Decisions
Static-export deploy
ADR 0003
Context
The old site already deployed the way I wanted: push to main, Netlify builds, a static bundle goes live. The rebuild had to keep that shape. The risk on a framework migration is that you accidentally turn a content swap into a host migration, or quietly take on server infrastructure you then have to own forever.
Next.js gives you a choice here. You can run it as a server with SSR and serverless functions, or you can export it as a pure static site. That was the decision to make.
Decision
I went with pure static export (output: 'export'). Everything resolves at build time and the output is a folder of static files, with no server runtime in production at all.
// next.config
const nextConfig = {
output: 'export',
};
That one line is load-bearing. It means no SSR, no incremental regeneration, no API routes or middleware at runtime. Every page is prerendered to HTML and shipped as-is.

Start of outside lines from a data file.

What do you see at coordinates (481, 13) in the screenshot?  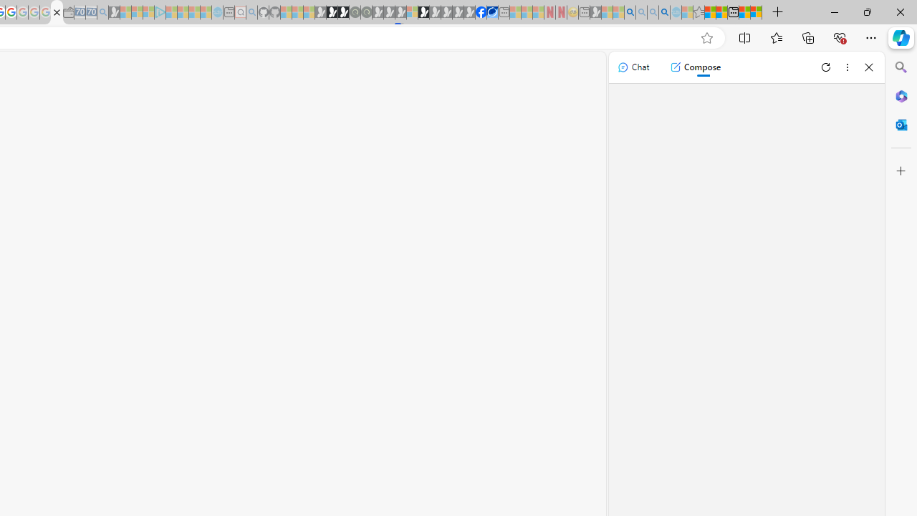 I see `Nordace | Facebook` at bounding box center [481, 13].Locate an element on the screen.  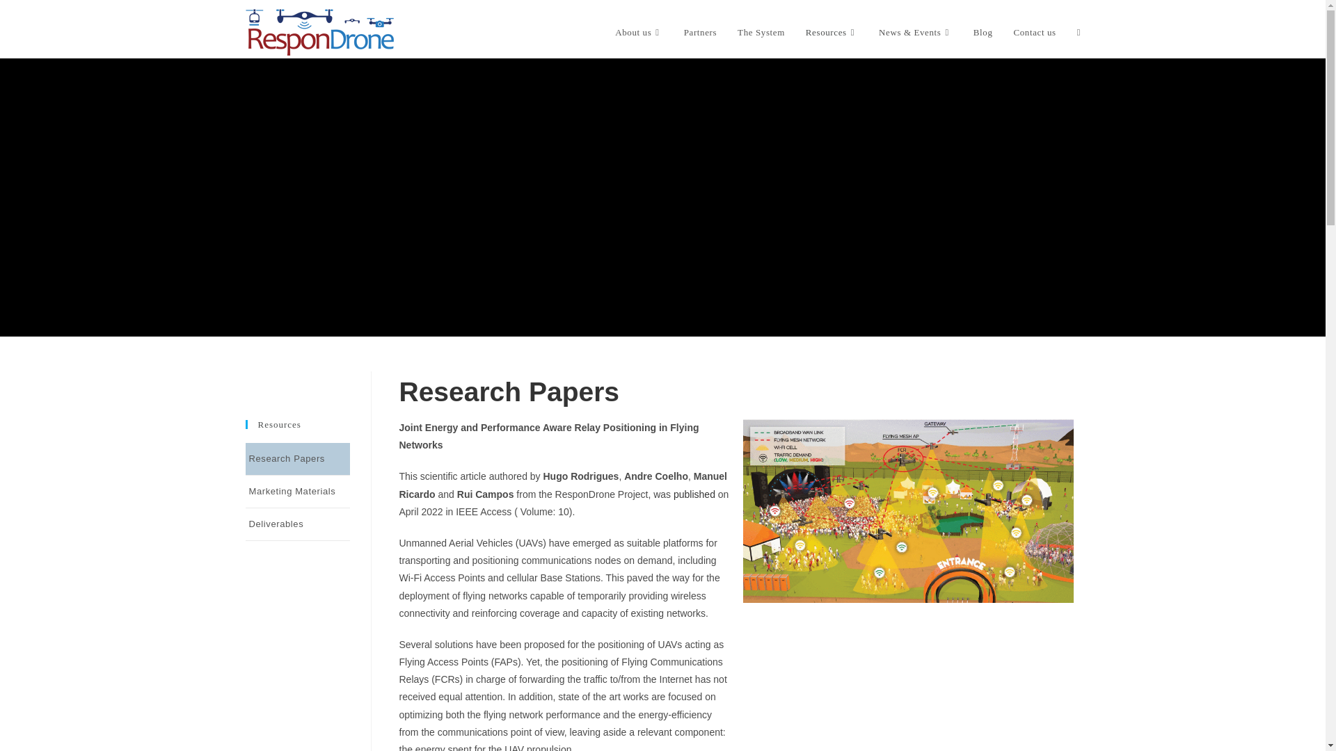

For a CV site, a server you have to keep alive is a liability, not a feature. The less infrastructure I own, the less there is to break at 2am.
Consequences
The deploy stayed identical to the old one, so cutover was a content swap rather than a pipeline rebuild. The trade-off is that static export disables Next's built-in image optimiser, which forced a follow-on decision about how to serve optimised images with no backend.

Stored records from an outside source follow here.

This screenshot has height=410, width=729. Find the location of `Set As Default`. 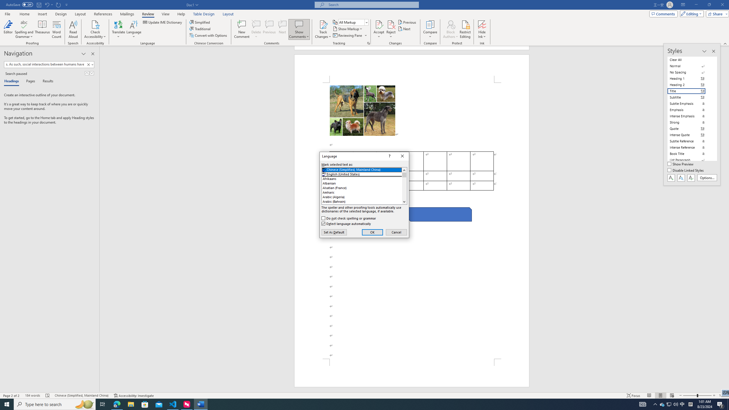

Set As Default is located at coordinates (334, 232). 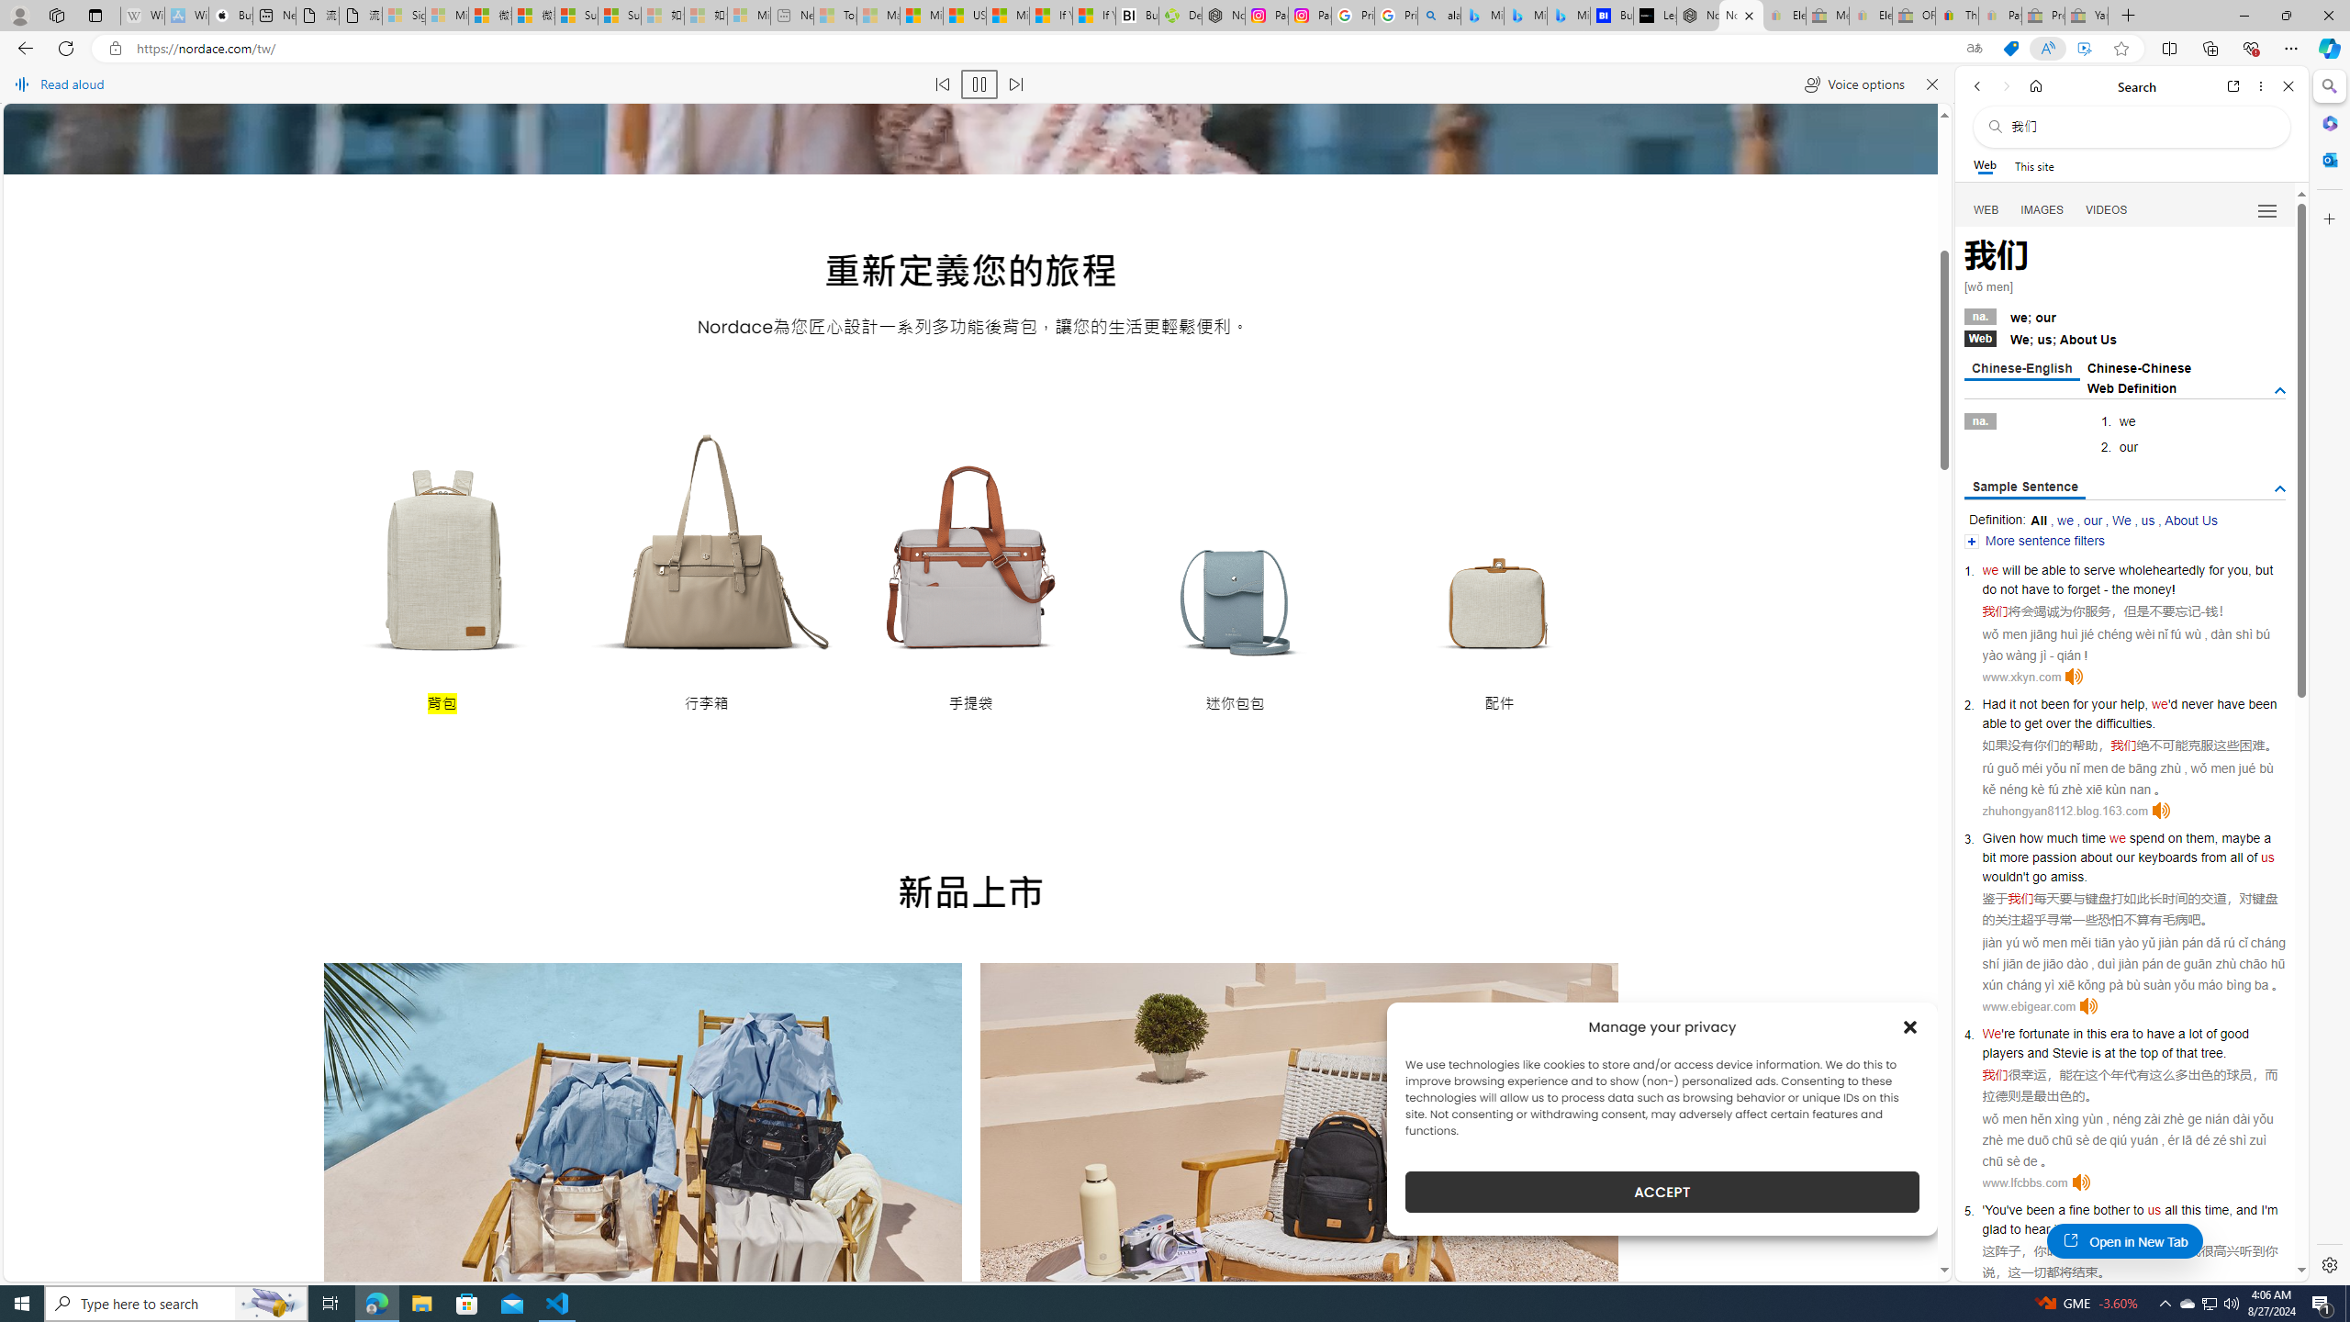 What do you see at coordinates (2146, 837) in the screenshot?
I see `spend` at bounding box center [2146, 837].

It also set a hard constraint for everything built afterwards, including this Backroom: any content rendering has to happen at build time. That directly shaped the markdown pipeline decision, which renders and highlights every doc before deploy rather than at runtime.
Rejected alternatives
Netlify's Next.js runtime, with SSR and functions, was the alternative. I rejected it. It adds a serverless surface area this site has no need for and complicates a like-for-like cutover, all to support features a static CV site never uses.
Status / trail
Accepted and in force. Every route exports as static HTML, verified at build with no serverless functions emitted. The image-serving consequence is resolved in the image loader decision.